Almost from the minute Gov. Brian Kemp signed Senate Bill 202 in March, Georgia’s new voting law has drawn lawsuits.

U.S. Attorney General Merrick Garland announced Friday that the Department of Justice filed a lawsuit. There are now nine legal challenges to the voting law. Here are the others.

In May, the Coalition for Good Governance, five county election board members and several voters sued to challenge provisions of the law that allow state takeovers of local elections, shorten absentee ballot deadlines and add new voter ID requirements for casting an absentee ballot. The law allows the State Election Board, which currently has a GOP majority, to remove county election boards, name their replacements and install new management.

“The takeover provisions are so egregious and dangerous to every concept of free and fair elections that they must be stricken from the law before they undermine Georgia’s elections,” Marilyn Marks, executive director for the Coalition for Good Governance, said when the suit was filed.

A suit filed April 27 by the Concerned Black Clergy of Metropolitan Atlanta, New Birth Missionary Baptist Church and several other organizations alleges that drop box restrictions, earlier absentee ballot deadlines, quicker runoffs, long lines and ID requirements will have a disproportionate impact on Black voters and other historically disenfranchised communities.

Organizations that encourage absentee voting sued April 7 over new restrictions on mass mailing of ballot applications. “This law makes it virtually impossible to run vote-by-mail application programs that help Georgians cast their ballots,” said Tom Lopach, president of the Voter Participation Center and the Center for Voter Information, two of the plaintiffs in the suit. “That’s why we’re fighting back today against this assault on democracy and will keep working to ensure every American can make their voice heard.”

The group Asian Americans Advancing Justice-Atlanta filed suit in federal court April 1 over absentee voting rules, alleging that Asian American voters would be disenfranchised by reduced access to absentee voting.

Three lawsuits were filed within days after Kemp signed the voting bill behind closed doors inside the state Capitol.

The first came March 25, the day that Kemp signed the bill. The suit by the New Georgia Project, Black Voters Matter and Rise focused on absentee ID requirements and limits on the use of drop boxes to submit absentee ballots. The suit also cited provisional ballot invalidations and bans on providing food and drink to voters in line. The groups contend that the restrictions “lack any justification for their burdensome and discriminatory effects on voting,” especially among minority, young, poor and disabled voters.

A coalition of groups that includes the Georgia chapter of the NAACP sued next, on March 28, in a filing that calls the law the “culmination of a concerted effort” to suppress voters of color after GOP defeats in November and January.

The African Methodist Episcopal Church and other plaintiffs sued on March 30 to object to a range of provisions in the law they say will make it harder for all voters to cast their ballots, especially African Americans.

The lawsuit filed June 25 by the Justice Department urges a federal judge to strike down the law as a violation of the Voting Rights Act by listing ways that federal authorities say make it harder for Black voters in Georgia to cast their ballots.

It objects to provisions that restrict third-party groups from sending out absentee ballot applications, ban outside organizations from handing out food and water to voters in line, limit the use of ballot drop boxes and outline new absentee ballot deadlines.

Assistant U.S. Attorney General Kristen Clarke also criticized “new and unnecessarily stringent identification requirements to obtain an absentee ballot” and provisions that disqualify provisional ballots cast in the wrong precinct.

Gwinnett County Solicitor-General Brian Whiteside filed a lawsuit Aug. 31 that objects to a ban on handing out food and water to voters in line.

The lawsuit alleges the prohibition isn’t enforceable and would reduce trust in law enforcement officers.

The voting law prohibits distributing food and drinks to voters within 150 feet of the outer edge of a polling place or within 25 feet of any voter standing in line. Poll workers will be allowed to install self-service water receptacles for voters waiting in line.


▶ **What needs to be done**:
The lines to find are those in the entries that hold the word "JSON"; copy every one of them.

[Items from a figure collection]
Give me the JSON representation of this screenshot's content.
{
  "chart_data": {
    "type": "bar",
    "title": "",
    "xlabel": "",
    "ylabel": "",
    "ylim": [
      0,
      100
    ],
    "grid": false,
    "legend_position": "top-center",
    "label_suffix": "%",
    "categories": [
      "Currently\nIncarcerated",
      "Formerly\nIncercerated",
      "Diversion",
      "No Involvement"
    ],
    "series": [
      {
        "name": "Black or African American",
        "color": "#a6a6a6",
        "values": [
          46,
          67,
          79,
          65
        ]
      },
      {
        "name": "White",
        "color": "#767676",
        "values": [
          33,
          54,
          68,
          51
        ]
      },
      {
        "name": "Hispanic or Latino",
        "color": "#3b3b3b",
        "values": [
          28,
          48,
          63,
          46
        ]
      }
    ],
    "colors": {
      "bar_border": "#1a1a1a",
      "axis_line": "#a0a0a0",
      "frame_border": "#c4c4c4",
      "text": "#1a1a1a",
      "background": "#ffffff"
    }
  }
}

...

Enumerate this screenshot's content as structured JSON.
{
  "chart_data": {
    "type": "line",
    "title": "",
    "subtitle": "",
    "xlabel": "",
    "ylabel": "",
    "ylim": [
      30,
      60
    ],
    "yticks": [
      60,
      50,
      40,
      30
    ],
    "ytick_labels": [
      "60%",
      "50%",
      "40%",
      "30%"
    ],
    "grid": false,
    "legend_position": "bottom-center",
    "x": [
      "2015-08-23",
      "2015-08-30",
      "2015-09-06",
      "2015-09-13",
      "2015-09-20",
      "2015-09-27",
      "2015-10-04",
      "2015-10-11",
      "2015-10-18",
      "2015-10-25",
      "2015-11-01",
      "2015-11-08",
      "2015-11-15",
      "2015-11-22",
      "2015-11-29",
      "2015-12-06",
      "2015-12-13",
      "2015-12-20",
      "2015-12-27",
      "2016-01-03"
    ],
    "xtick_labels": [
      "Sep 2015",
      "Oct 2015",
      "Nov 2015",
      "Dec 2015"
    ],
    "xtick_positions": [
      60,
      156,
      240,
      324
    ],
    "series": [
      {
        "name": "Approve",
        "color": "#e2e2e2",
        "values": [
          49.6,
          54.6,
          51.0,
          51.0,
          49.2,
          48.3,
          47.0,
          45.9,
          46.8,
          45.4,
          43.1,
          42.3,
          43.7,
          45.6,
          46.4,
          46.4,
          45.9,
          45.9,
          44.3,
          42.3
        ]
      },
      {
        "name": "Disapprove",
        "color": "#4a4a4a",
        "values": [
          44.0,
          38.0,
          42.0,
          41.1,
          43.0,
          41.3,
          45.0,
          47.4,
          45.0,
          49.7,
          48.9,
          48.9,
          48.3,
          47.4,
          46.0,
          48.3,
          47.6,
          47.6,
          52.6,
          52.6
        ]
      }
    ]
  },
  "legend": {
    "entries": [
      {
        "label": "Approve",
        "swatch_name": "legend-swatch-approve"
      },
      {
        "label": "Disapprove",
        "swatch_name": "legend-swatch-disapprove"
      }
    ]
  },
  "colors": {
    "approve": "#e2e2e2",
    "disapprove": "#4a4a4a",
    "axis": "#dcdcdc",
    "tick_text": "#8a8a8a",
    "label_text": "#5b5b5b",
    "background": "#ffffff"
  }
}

▶ **Finished exercise**:
Give me the JSON representation of this screenshot's content.
Enumerate this screenshot's content as structured JSON.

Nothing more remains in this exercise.